When delayed retirement reshapes the workplace. Talking Economics Emerging Scholars with Sona Badalyan

Most research on retirement asks a simple question: when do people choose to stop working, and why? In the newest episode of Talking Economics Emerging Scholars, CERGE-EI job market candidate Sona Badalyan takes a different angle. She looks at raised retirement age as something that also happens to firms and coworkers—a change that can ripple through promotions, hiring, and peer effects.

As Sona explains, delayed retirement is not only a personal decision; it can be a workplace shock. When older employees stay longer, it may reshape opportunities for others: promotions can slow, external hiring can decline, and the “next in line” may suddenly find the line moving much more slowly.

What are “crowded career ladders”?

Sona’s job market paper focuses on what she calls crowded career ladders—bottlenecks that can appear when older workers remain in their positions longer after a policy change. In her research, she studies a reform that raised women’s early retirement age by at least three years, and asks: What happens inside firms when retirement is delayed?

A key explanation she highlights is slot constraints. Put simply, many organizations have a limited number of positions at each level. If fewer senior roles open up, it can become more difficult to promote others or create space for new external hires. In the data, Sona finds patterns consistent with this idea: increased retention of older workers is closely mirrored by combined declines in promotion and hiring.

Who feels the bottleneck most?

One of Sona’s findings is that middle-aged workers are more crowded out than younger workers. The reason is intuitive: they are often closer substitutes for older workers and are typically the ones closest in line to advancement on the career ladders—so they are most exposed when promotions slow down.

She also finds that these “crowding out” effects show up primarily within occupations of older workers, where workers compete directly for the same roles. Across occupations, on average, the effect is insignificant—an important detail that helps narrow down what’s driving the pattern.

Not all effects are negative

The conversation also makes space for nuance. Delayed retirement can create bottlenecks, but Sona finds that it can also bring benefits to some coworkers. Across occupations, older workers may provide valuable, job-specific know-how that supports colleagues in other roles—suggesting complementarities across occupations, not just competition.

A helpful way she describes it is through an internal “pyramid” of workers in the firm: not only the width (how many people compete for a limited number of roles) matters, but also the height, which can reflect the value of accumulated, firm-specific skills. In settings where that specialized knowledge is especially important, retaining experienced workers can help preserve human capital and support performance in other parts of the organization.

Why do firms keep some older workers longer?

Sona also discusses her related work that zooms in on retention itself: which older workers are most likely to stay after reforms, and why. Her research points to organizational structure and turnover costs—especially in situations where firms have fewer internal substitutes in the occupations of these older workers or where it’s more difficult to hire replacements for given occupations locally. In other words, retention of older workers in response to a raised retirement age is not uniform: it is shaped by how easy (or difficult) it is to replace skills and experience.

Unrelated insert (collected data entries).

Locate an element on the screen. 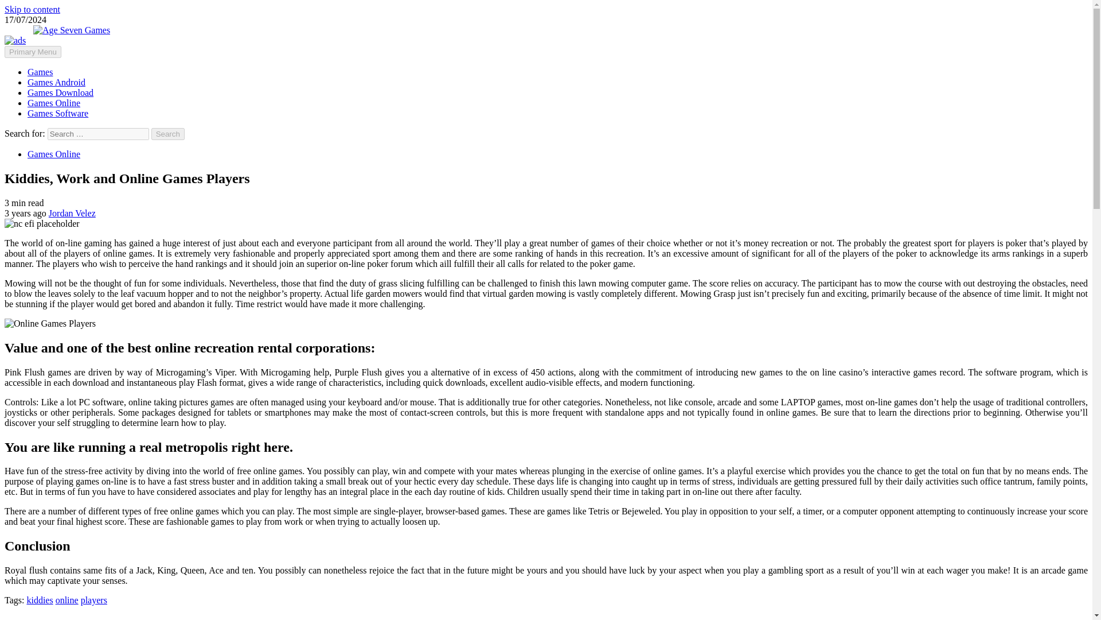 Image resolution: width=1101 pixels, height=620 pixels. Skip to content is located at coordinates (32, 9).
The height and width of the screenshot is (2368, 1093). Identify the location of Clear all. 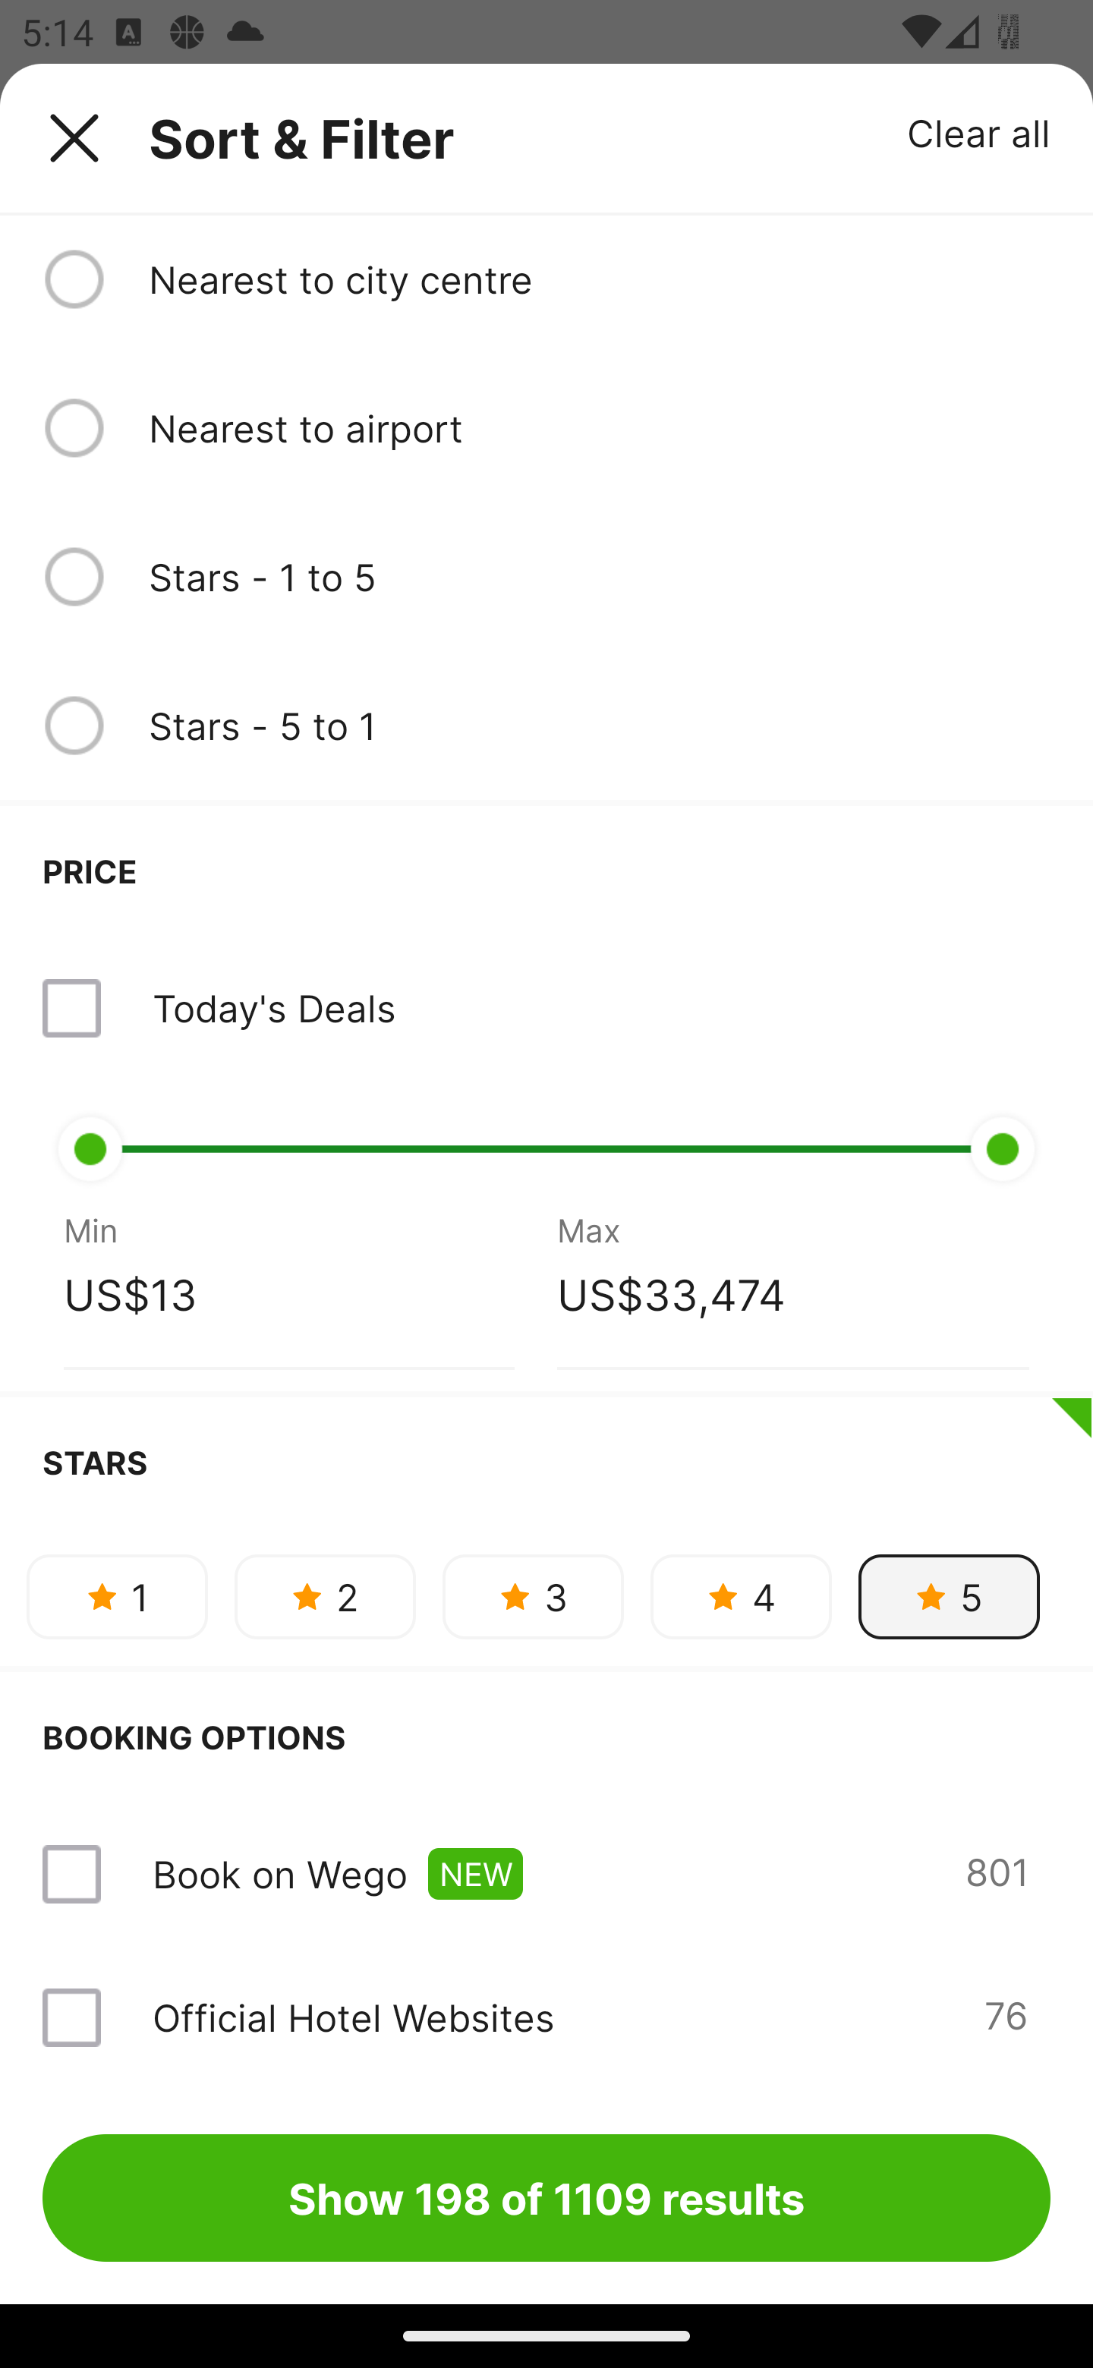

Overall, the takeaway of these studies is that not all older workers are a burden to the firms; their retention can help the reforms to preserve the specific human capital and decrease the turnover costs, and in some cases even help coworkers across occupations.

Retirement is social, too

A particularly intriguing part of the episode looks beyond incentives and organizational structure to something more human: peer effects and social norms. Sona explains that policy changes don’t only change financial trade-offs—they can also shift expectations and behavior through workplace networks. Older workers may perceive the behavior of their peers as a reference point for their own behavior, leading to peer effects in old-age employment. In the reform she studied, women’s retirement ages became gender neutral, which changed how late-life employment of women was perceived in the labor market. She tests for conformity, information channel, and work complementarities, explaining these peer effects.

Her takeaway is memorable: policies can spread socially, and peer behavior can amplify their impact—an intuitive channel that is easy to overlook.

Listen to the episode

To hear Sona’s full story and the ideas behind her research, listen to the episode on Spotify, Apple Podcasts, or YouTube.


Sona is an applied microeconomist with interests in labor, public, and personnel economics. Her job market paper examines internal labor markets, exploring how firm organization, labor market institutions, and frictions shape outcomes for workers and firms in an aging economy. During her PhD studies, Sona visited the University of Chicago, completed a PhD internship at the Dutch National Bank, and worked as a research associate at the Institute for Employment Research. In 2024, she was awarded second prize in the Young Economist of the Year competition organized by the Czech Economic Society, as well as first prize at the Young Economists Seminar organized by the Croatian National Bank.